Jan thinks they should wait and stay in practice as musicians. He insists he can change his “selfish” personality whenever he wants. We see how this couple could have thrived in a peaceful life. Their connection is easy, their postures conspiratorial, their faces full of possibility. However, all of that will disappear as they face gunpoint interrogations and impromptu showdowns.
However, their sleight of hand hits with such impact because of the tense density of the images and, later, some strobe-like pyrotechnics. In the first attack, Bergman and Nykvist focus on Jan, who is watering plants; Eva, who is feeding white cabbage to a rabbit, rushes into view through the greenhouse windows. The jets shake the air, turning the Rosenbergs’ small world upside down.
Indistinguishable armies in sluglike helmets confront the Rosenbergs one after another. The local forces warn them about swarms of invaders. The would-be occupiers wield a camera and question Eva for a propaganda film, then twist her evasive answers into a fiery prayer for their victory and her country’s liberation from oppression. Vilgot Sjöman, the provocative director of I Am Curious—Yellow (1967) and I Am Curious—Blue (1968), plays the clever interviewer.
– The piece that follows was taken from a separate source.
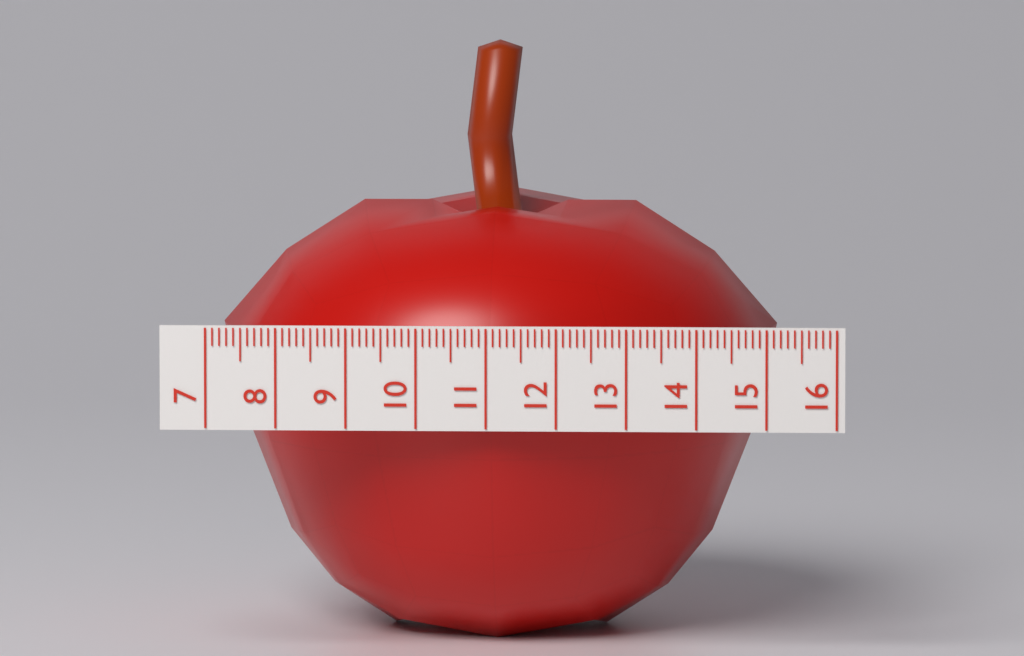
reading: 15.1 (no unit)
He tries to present the Rosenbergs as ideal examples of “the kind of people we have liberated.” He presses them about their “political affiliation” and pressures Eva into agreeing that she has “taken a stand.” However, it is all just empty talk. The war has dragged on so long that the couple cannot choose between the sides or sometimes even tell them apart.
At night, they huddle together for warmth and support. Jan reassures her, saying, “We’ll have kids when peace comes.” Eva responds, “We’ll never have kids.” The script says: “For them, this is the first day of the war.”
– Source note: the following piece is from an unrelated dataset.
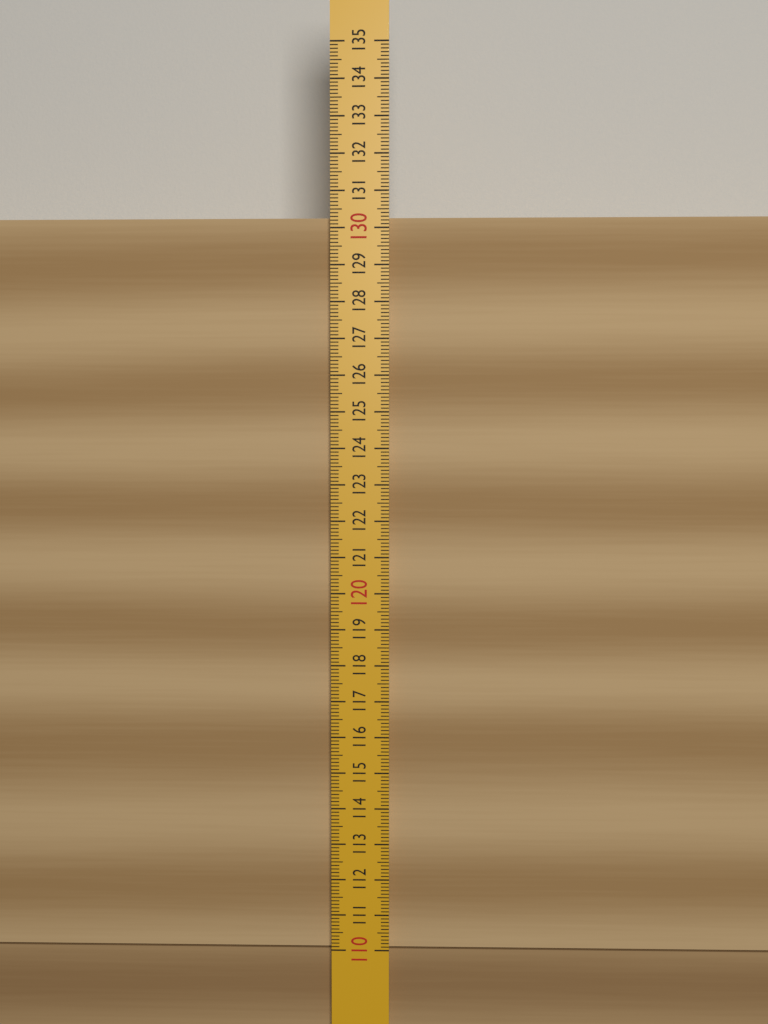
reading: 130.3 (no unit)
Nykvist, a famously fast cinematographer, brings sharp precision to this section’s handheld newsreel style. He keeps our focus on Jan and Eva, no matter how much the camera wobbles. His clarity and closeness to the characters make us relive, with fresh horror, images we have seen in decades of news coverage: mass roundups, summary executions, innocent families caught in the crossfire, and people forced to scavenge for survival, heightened interrogations in a converted school place Hannah Arendt’s concept of the “banality of evil” in a perfect bureaucratic setting.
With chilling beauty, Bergman turns the stuff of breaking news into a secular Armageddon. In Shame‘s final act, he shows a false peace shattered by insurgency. Every gesture or impulse becomes transactional, but not just that—the ultimate sign of Bergman’s genius. The Rosenbergs’ supposed friend Jacobi (played with remarkable force and nuance by Gunnar Björnstrand), now the local head of martial law, uses his position to distract Jan with gifts like sheet music while forcing Eva to sleep with him.
The marriage worsens, just like the couple’s makeshift way of life. While Eva stubbornly works the potato field, Jan complains it is all pointless. As their argument heats up and he accuses her of “sucking up” to Jacobi, she slaps him and collapses in the mud. Throughout, Bergman makes us feel what it is like to be a displaced person in your hand. Human wreckage appears out of nowhere.
Holding their small daughter in her arms, she says, “I knew there was something I should remember, something someone had said. But I’d forgotten what it was…” Is that “something” the key to our lost humanity? Who knows? She is forgotten.
Opening with the clang of an alarm clock and ending with Eva’s devastating poetic flight, Shame is both a wake-up call and a cry for help for Western civilization.
References
- Arendt, H. (1963). On Totalitarianism: A Study of Power and Politics. Harcourt.
- Bergman, I. (Director). (1968). Shame [Film]. Svensk Filmindustri.
- Sjöman, V. (Director). (1967). I Am Curious—Yellow [Film]. Sandrew-Baumanfilm.
- Sjöman, V. (Director). (1968). I Am Curious—Blue [Film]. Sandrew-Baumanfilm.
Comments
I was on a Bergman kick for a while some years back, but never saw Shame. I need to rectify that oversight!
Author
Thanks for your comment! Shame is a haunting film, and I recommend seeing it live. The intensity of emotion and performances make it an unforgettable watch.